WASHINGTON: The United States has transferred five men from its Guantanamo Bay prison, the Pentagon said on Wednesday (Jan 15), in a renewed push by President Barack Obama toward closing the controversial jail.
Four of the inmates were sent to Oman, while one was sent to Estonia, according to Pentagon statements. Officials said "a comprehensive review" of the cases was conducted by several US agencies before the men were moved and that all were "unanimously approved for transfer".
The four men sent to Oman are Al Khadr Abdallah Muhammad Al Yafi, Fadel Hussein Saleh Hentif, Abd Al-Rahman Abdullah Au Shabati and Mohammed Ahmed Salam. The final inmate, Akhmed Abdul Qadir, was transferred to Estonia.
The transfer of the five men leaves 122 inmates at the remote prison, which is located at a US naval base in southeastern Cuba. It is the first prisoner transfer of the year, after a total 28 inmates were moved in 2014. In December, six Guantanamo inmates were transferred to Uruguay in South America after spending 12 years in the prison without being charged.
URUGUAY TOOK SIX
Uruguay’s leftist President Jose Mujica had announced in March that the South American country would take in the inmates on "humanitarian grounds", in a bid to help Obama fulfil his long-delayed promise to close the prison set up in the wake of the 9/11 attacks.
One was Syrian national Jihad Diyab, 43, who had staged a hunger strike and requested a US court to order prison officials to stop force-feeding him. The others were three other Syrians, a Palestinian and a Tunisian. All were in their 30s and 40s and among the first detainees sent to Guantanamo in 2002.
They had been cleared for release, but the US ruled they could not be sent to their home countries for security reasons.
A total of 779 prisoners have been held at Guantanamo in the nearly 13 years since the detention center was set up at the US naval base in the southeastern corner of Cuba.
Thwarted by Congress in his effort to close the prison, Obama has had to rely on a handful of countries that have agreed to accept detainees. Uruguay is the first South American country to do so.
The prison was set up to hold alleged terror suspects after the September 11, 2001 attacks. But human rights groups have condemned the jail as a "legal black hole," where inmates languish for years without being tried in court.
Obama’s envoy overseeing the release of Guantanamo inmates, Cliff Sloan, resigned in December after reportedly becoming frustrated at how long it took the Pentagon to approve transfers of detainees.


Retype the listing exactly, with no images.

Listed entries:
-=-=-=-=-
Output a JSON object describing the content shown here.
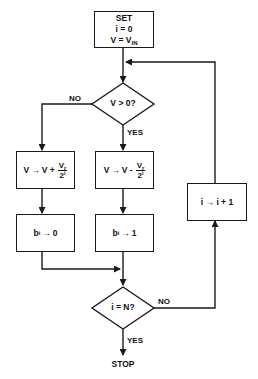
{
  "diagram": {
    "type": "flowchart",
    "nodes": {
      "start": {
        "line1": "SET",
        "line2": "i = 0",
        "line3_main": "V = V",
        "line3_sub": "IN"
      },
      "decision_sign": {
        "label": "V > 0?"
      },
      "update_plus": {
        "lhs": "V",
        "arrow": "→",
        "rhs": "V +",
        "num_main": "V",
        "num_sub": "r",
        "den_main": "2",
        "den_sup": "i"
      },
      "update_minus": {
        "lhs": "V",
        "arrow": "→",
        "rhs": "V -",
        "num_main": "V",
        "num_sub": "r",
        "den_main": "2",
        "den_sup": "i"
      },
      "bit_zero": {
        "b": "b",
        "b_sub": "i",
        "arrow": "→",
        "value": "0"
      },
      "bit_one": {
        "b": "b",
        "b_sub": "i",
        "arrow": "→",
        "value": "1"
      },
      "increment": {
        "label": "i → i + 1"
      },
      "decision_done": {
        "label": "i = N?"
      },
      "end": {
        "label": "STOP"
      }
    },
    "edge_labels": {
      "sign_no": "NO",
      "sign_yes": "YES",
      "done_no": "NO",
      "done_yes": "YES"
    },
    "colors": {
      "stroke": "#1a1a1a",
      "background": "#ffffff",
      "text": "#111111"
    }
  }
}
-=-=-=-=-
The completed task:
Output a JSON object describing the content shown here.
{
  "diagram": {
    "type": "flowchart",
    "nodes": {
      "start": {
        "line1": "SET",
        "line2": "i = 0",
        "line3_main": "V = V",
        "line3_sub": "IN"
      },
      "decision_sign": {
        "label": "V > 0?"
      },
      "update_plus": {
        "lhs": "V",
        "arrow": "→",
        "rhs": "V +",
        "num_main": "V",
        "num_sub": "r",
        "den_main": "2",
        "den_sup": "i"
      },
      "update_minus": {
        "lhs": "V",
        "arrow": "→",
        "rhs": "V -",
        "num_main": "V",
        "num_sub": "r",
        "den_main": "2",
        "den_sup": "i"
      },
      "bit_zero": {
        "b": "b",
        "b_sub": "i",
        "arrow": "→",
        "value": "0"
      },
      "bit_one": {
        "b": "b",
        "b_sub": "i",
        "arrow": "→",
        "value": "1"
      },
      "increment": {
        "label": "i → i + 1"
      },
      "decision_done": {
        "label": "i = N?"
      },
      "end": {
        "label": "STOP"
      }
    },
    "edge_labels": {
      "sign_no": "NO",
      "sign_yes": "YES",
      "done_no": "NO",
      "done_yes": "YES"
    },
    "colors": {
      "stroke": "#1a1a1a",
      "background": "#ffffff",
      "text": "#111111"
    }
  }
}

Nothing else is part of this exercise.